Electrical

Protecting electric yachts from lightning strikes

By Foundation Zero
By
Foundation Zero
Published
16.07.2025
Disclaimer

Lightning strikes are a well-known factor in the maritime industry — and for most vessels aren’t much of a concern. Humans have been dealing with them as long as they've had boats, meaning mature safeguards exist.

Yet, as advancement happens, unexpected consequences occur.

With the world shifting away from fossil fuels, seafaring vessels are relying more and more on electrical power and, in this instance, lightning strikes can become a real problem, potentially wiping out the electronics onboard.

For Sailing Yacht Zero, a vessel powered by renewable energy, this required serious attention. Because of its use of complex electric motors, systems, and data, the team had to take a new approach to protecting the yacht from lightning strikes.

Along the way, they had to take a new approach to the system, one where they had to challenge and redefine industry standards. This is the story of their journey and this advance.

Lightning strikes and seafaring

Any sort of sailboat with a tall mast attracts lightning.

The phenomenon is caused when there’s a charge difference between a cloud and the surface of the earth. In these situations, the cloud wants to discharge itself towards the surface. While on the ocean, the mast of a ship is usually the highest point, which attracts strikes.

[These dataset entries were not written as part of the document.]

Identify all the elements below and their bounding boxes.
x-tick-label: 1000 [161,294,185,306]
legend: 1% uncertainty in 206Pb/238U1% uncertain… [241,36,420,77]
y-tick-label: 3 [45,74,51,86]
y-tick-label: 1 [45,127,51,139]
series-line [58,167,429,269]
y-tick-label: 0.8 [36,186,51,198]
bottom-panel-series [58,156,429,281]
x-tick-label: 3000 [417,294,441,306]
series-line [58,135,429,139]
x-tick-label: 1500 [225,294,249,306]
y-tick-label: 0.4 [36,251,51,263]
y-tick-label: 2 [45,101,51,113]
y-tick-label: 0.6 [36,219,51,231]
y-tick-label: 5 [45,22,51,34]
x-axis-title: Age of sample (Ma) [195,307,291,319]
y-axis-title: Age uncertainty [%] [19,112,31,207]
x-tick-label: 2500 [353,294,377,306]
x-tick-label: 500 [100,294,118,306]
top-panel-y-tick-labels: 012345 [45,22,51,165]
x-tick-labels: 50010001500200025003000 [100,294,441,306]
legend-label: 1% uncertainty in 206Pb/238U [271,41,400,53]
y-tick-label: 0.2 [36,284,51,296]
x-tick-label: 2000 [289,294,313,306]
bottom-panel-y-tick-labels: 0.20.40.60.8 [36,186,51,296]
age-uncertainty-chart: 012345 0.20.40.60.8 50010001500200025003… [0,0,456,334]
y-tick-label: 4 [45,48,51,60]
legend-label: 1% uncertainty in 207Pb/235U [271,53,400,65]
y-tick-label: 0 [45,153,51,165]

While there are a variety of methods to protect boats from the effect of a lightning strike — including some dissipator systems that claim to deter it altogether — one of the most common on yachts involves a rod. Located at the top of a mast, this is an intentional point for the lightning to strike. This then channels the charge down the mast and out the bottom of the ship to a grounding location, regularly a plate underneath the waterline.

At this point, the charge is dispersed into the water. This method has worked effectively for decades, but for electric vessels there’s an issue: the electromagnetic pulse.

Issues with the EMP

Bob van Someren is a physicist who works on Sailing Yacht Zero.

“Because the entire ship is electric, we want to protect it properly,” he says. To achieve this, they began analysing what happens when lightning strikes.

A lightning strike is often between 20 to 200 kiloampere (kA), sometimes even reaching 300 kA, whereas the average is around 30 kA. That’s a lot of variability. The voltage, on the other hand, can range between 100 million to one billion volts. This is a large amount of power, but one that only lasts for 10 to 20 microseconds.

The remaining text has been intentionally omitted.